Over Parameterization
Posted by Jeff Id on May 14, 2011
Willis Eschenbach has an excellent post on climate models at WUWT. I would suggest people read it carefully. From reading through the CAM3 code, I’m not terribly surprised at the result, but a heck of a lot of alarmist climate scientists should be based on what they write.
Steve Short said
Not to belittle Will’s excellent work (as always) but this is of course rather similar to what Dr. Jeff Glassman did last year over at Rocket Scientists Journal (‘RSJ’) where he elegantly teased out the (amplified and lagged) solar signal in the official IPCC AR4 HadCRUT3 global temperature record of the last ~160 years.
Little known is that Jeff is the retired head of Hughes Aerospace Science Division and a world expert in signal deconvolution algorithms to whom, in a nice irony, every cell phone user owes an unconscious debt.
RSJ – the quietest sceptical blog in the world (and, again ironically, one of the very best).
Nothing anyone has said since (including most especially that solar dogma thug Lief Svalgaard) has invalidated Jeff’s conclusion.
Almost every month now we are now seeing mainstream literature papers which refine our understanding of the manifold ways in which solar forcing is amplified.
Brian H said
Trying hard to understand what this means: “a heck of a lot of alarmist climate scientists should be based on what they write.” Don’t make no sense to me nohow. Maybe if it was in German?
M. Simon said
http://www.rocketscientistsjournal.com/
Carrick said
Lief is a “solar dogma thug???”
I’m sure he’d be pleased to know…just another street solar scientist out looking for trouble.
Steve Short said
Yeah sure, given the Svalgaard and Cliver (2010)so-called ‘consensus’ and the hundreds of super heavy blog posts by LS over recent years I’m very comfortable with applying the ‘solar dogma thug’ epithet, thus:
http://www.agu.org/pubs/crossref/2011/2010JA016220.shtml
Click to access Steinhilber%20and%20Beer_2011-1%285-6%29.pdf
http://rocketscientistsjournal.com/2010/03/sgw.html
Jeff Id said
Brian, There is so much certainty from climate scientists in these over-hyped models, yet the answer is built into the assumptions. Willis reduced tens of thousands of lines of code to a few linear parameters having different weights and got the same answer.
If you don’t give the model the flexibility to represent unexpected situations, your result will be exactly what you anticipated. Fitting a global climate model to such a simplistic equation and getting the same result has a non-trivial meaning.
Brian H said
Re: Jeff Id (May 15 09:12),
You miss my point. The grammar of the sentence is incoherent, suggesting scientists should be based on something. Scientists are people, and are not “based”, unless you’re referring to geography or employment. Their conclusions may be based on something, however.
You’re missing a noun and a preposition. I suggest “conclusions of”, “assertions of”, or something like that.
Gary said
Another example of the 80:20 rule-of-thumb?
TimTheToolMan said
“RSJ – the quietest sceptical blog in the world (and, again ironically, one of the very best).”
Thanks for the tip. There a lot of very interesting analysis over there!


● **REQUIRED ACTION**
Images don't belong in the copy. Output the rest of the data exactly.
#### SOURCE RECORDS ####
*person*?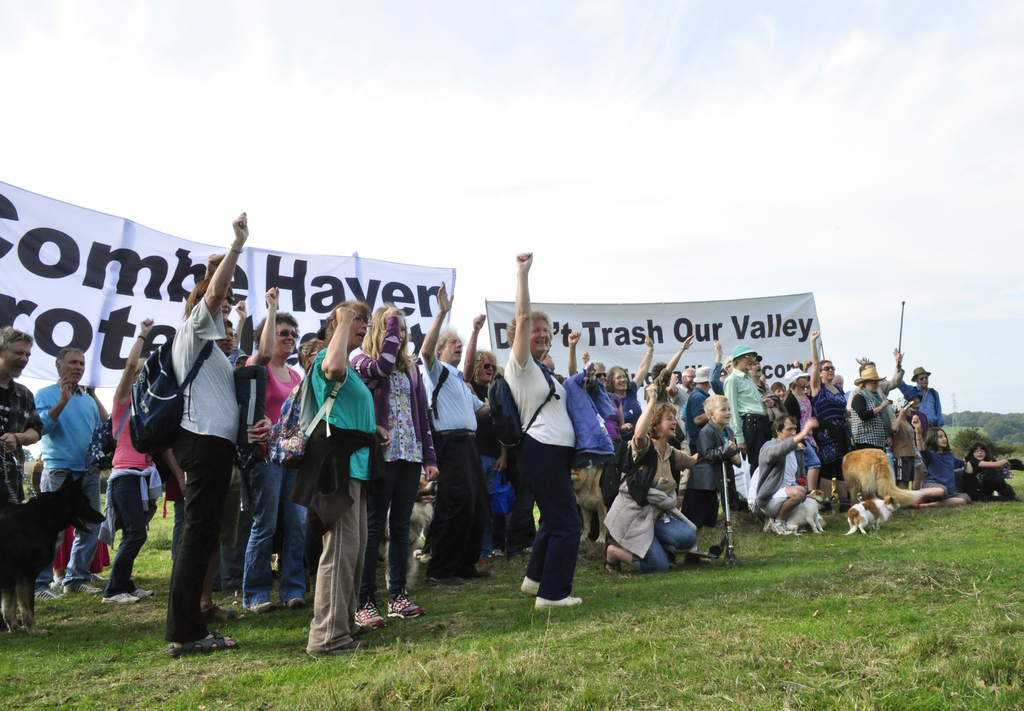
box(425, 275, 495, 585)
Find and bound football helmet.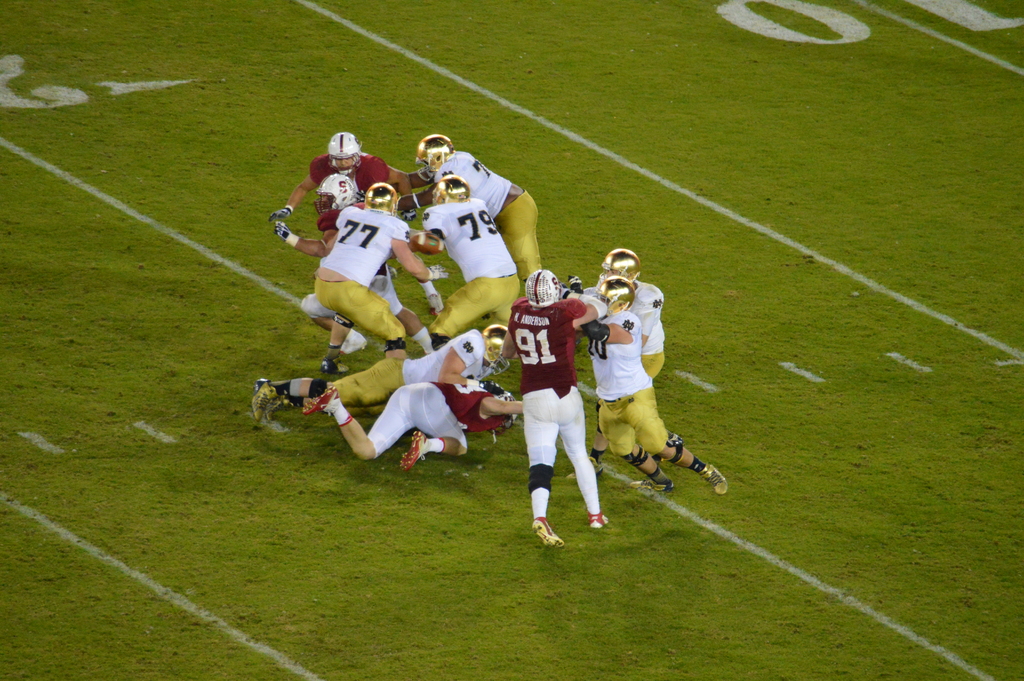
Bound: (311,167,365,214).
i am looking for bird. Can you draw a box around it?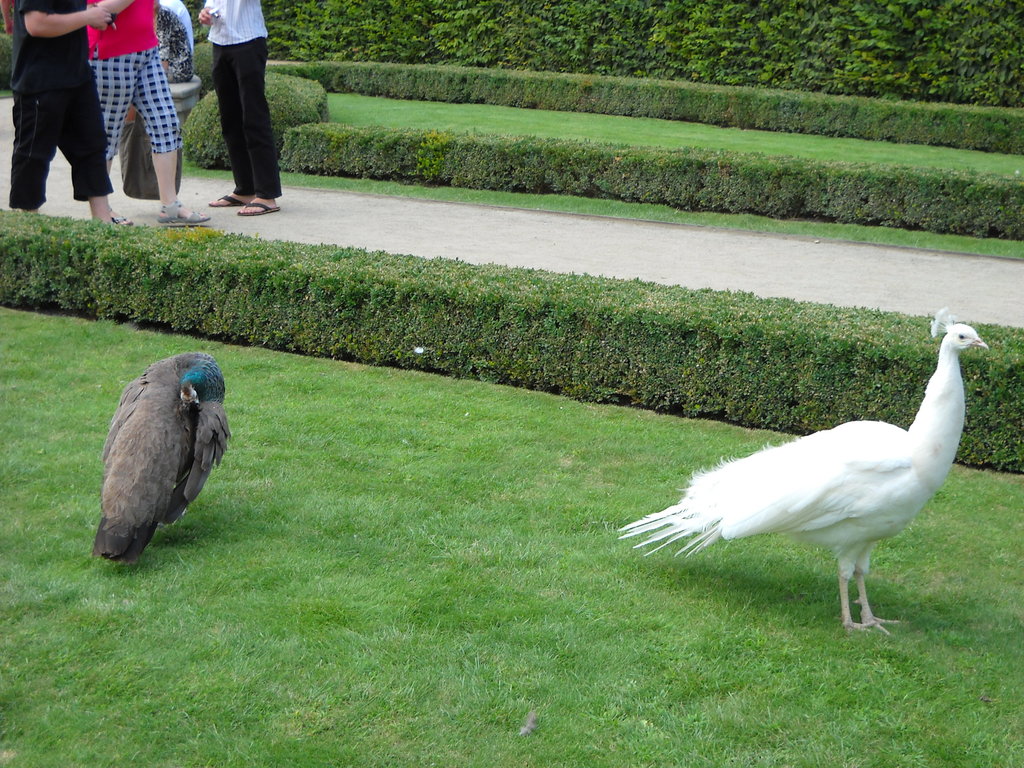
Sure, the bounding box is 86,337,236,570.
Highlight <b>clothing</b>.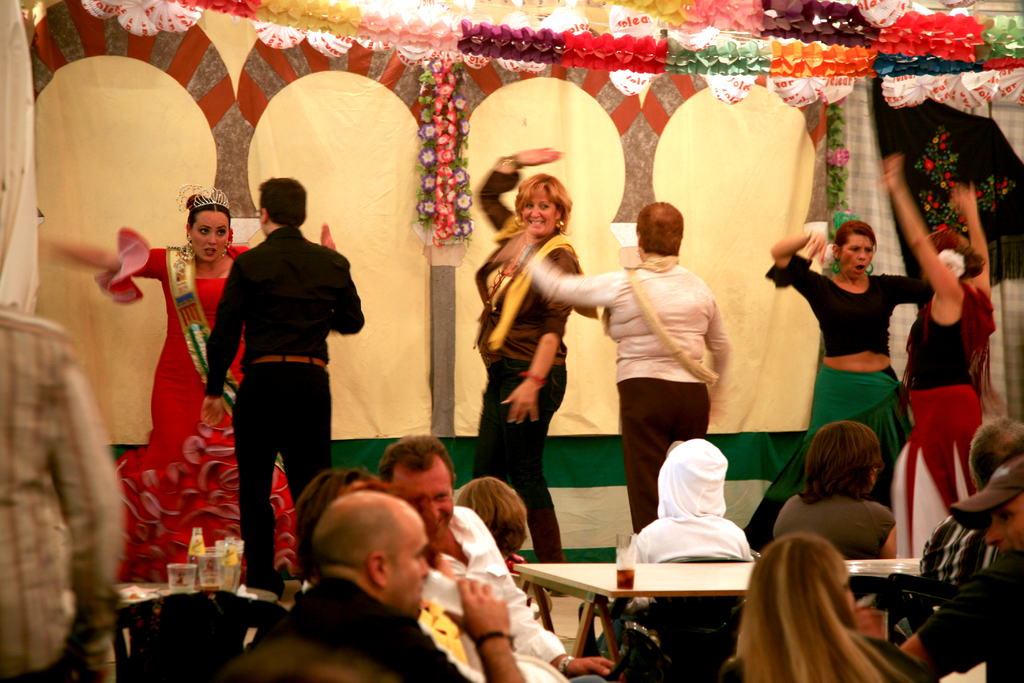
Highlighted region: bbox=(919, 541, 1023, 682).
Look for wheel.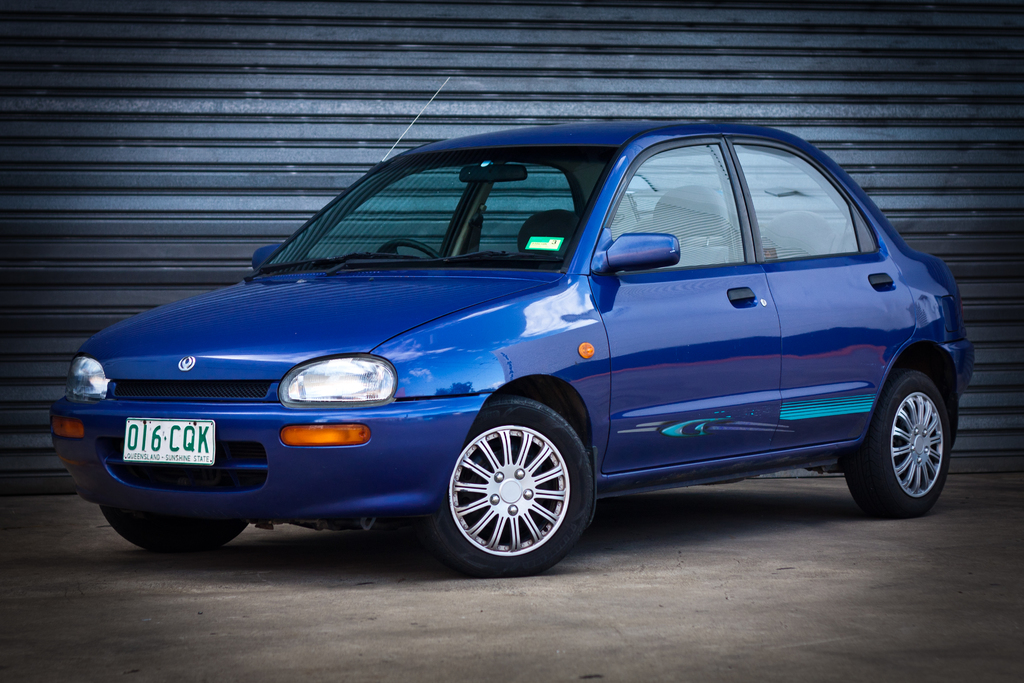
Found: Rect(845, 367, 956, 513).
####
● **RESPONSE FOR THIS EXERCISE**
*person*?
box(425, 275, 495, 585)
Find and bound football helmet.
Bound: (311,167,365,214).
i am looking for bird. Can you draw a box around it?
Sure, the bounding box is 86,337,236,570.
Highlight <b>clothing</b>.
Highlighted region: bbox=(919, 541, 1023, 682).
Look for wheel.
Found: Rect(845, 367, 956, 513).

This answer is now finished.